Blocking the protein 15-PGDH restored lost cartilage in older mice and prevented arthritis from developing after serious joint injuries

The argument in brief

A 2022 study found that blocking the enzyme 15-PGDH reversed age-related cartilage loss and prevented post-traumatic arthritis in mice. The claim is true, but only for mouse models so far — no human trials have confirmed these results yet. The single strongest piece of evidence is the Nature Communications study from Case Western Reserve University, which showed cartilage in older mice was restored to levels comparable to young mice after treatment.

Why it spread

Arthritis and joint pain affect hundreds of millions of people, and cartilage loss has long been considered permanent and irreversible. The idea that a single protein could be blocked to bring cartilage back feels almost too good to be true — which is exactly why it spreads. People who have been told there is nothing to be done about their worn-out knees or post-injury joints are understandably eager to share any sign of a breakthrough.

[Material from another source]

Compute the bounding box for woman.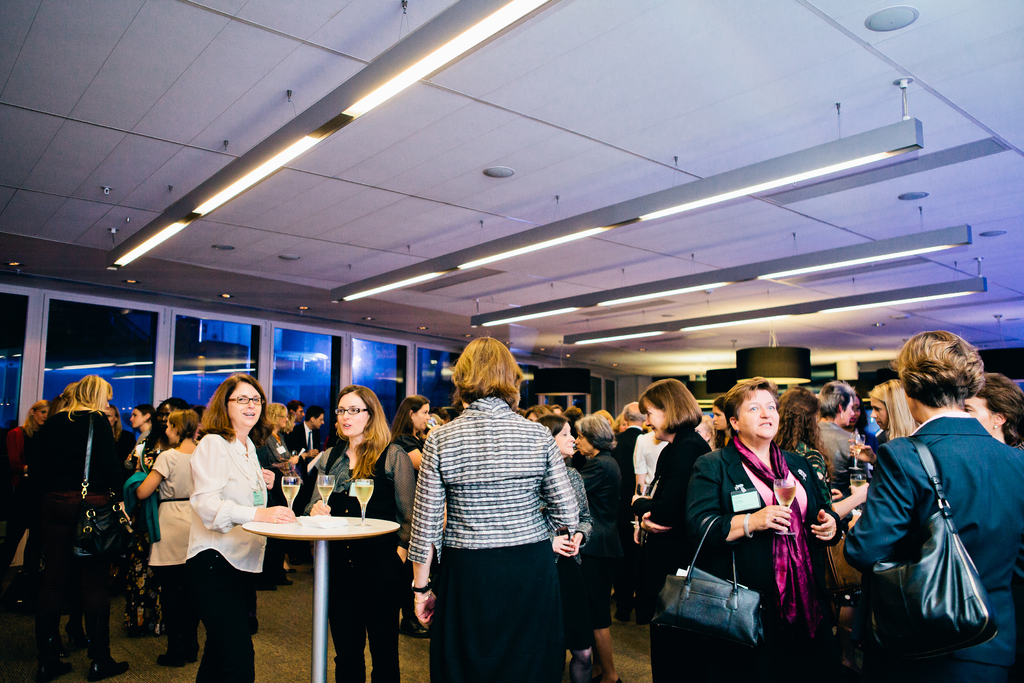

The claim is true, with one important caveat: this was demonstrated in mice, not humans. A 2022 study published in Nature Communications by researchers at Case Western Reserve University found that blocking a protein called 15-PGDH could both reverse age-related cartilage loss and protect joints from arthritis after serious injury — results that are genuinely exciting, but not yet proven in people.

Here is what the researchers found. As mice age, levels of 15-PGDH rise in their cartilage and joint tissue. This enzyme breaks down a signaling molecule called prostaglandin E2, or PGE2, which helps keep cartilage healthy. When 15-PGDH builds up, PGE2 gets depleted, and cartilage slowly degrades. This matches what the journal Arthritis and Rheumatology has documented about prostaglandin pathways in aging joints.

The team then used a drug called SW033291 to block 15-PGDH in older mice. According to both the Nature Communications paper and a Case Western press release, cartilage thickness and cell density in those mice bounced back to levels seen in young mice. In a separate set of experiments mimicking ACL tears, blocking the protein also prevented post-traumatic osteoarthritis from developing — a condition that commonly follows serious joint injuries in humans.

The strongest version of this claim holds up: the science is real, peer-reviewed, and the results are striking. But it is worth being clear that mouse cartilage biology does not always translate directly to humans. No clinical trials in people have been completed, and the path from a promising mouse study to an approved treatment is long and uncertain.

This story spread fast because it touches two huge, painful problems — joints that wear out with age and joints wrecked by injury — and it carries a word people rarely associate with cartilage: restoration. Cartilage has long been considered something you lose and cannot get back, so a headline suggesting otherwise travels far. Watch for coverage that drops the 'in mice' qualifier, which is where the claim tips from exciting science into misleading hype.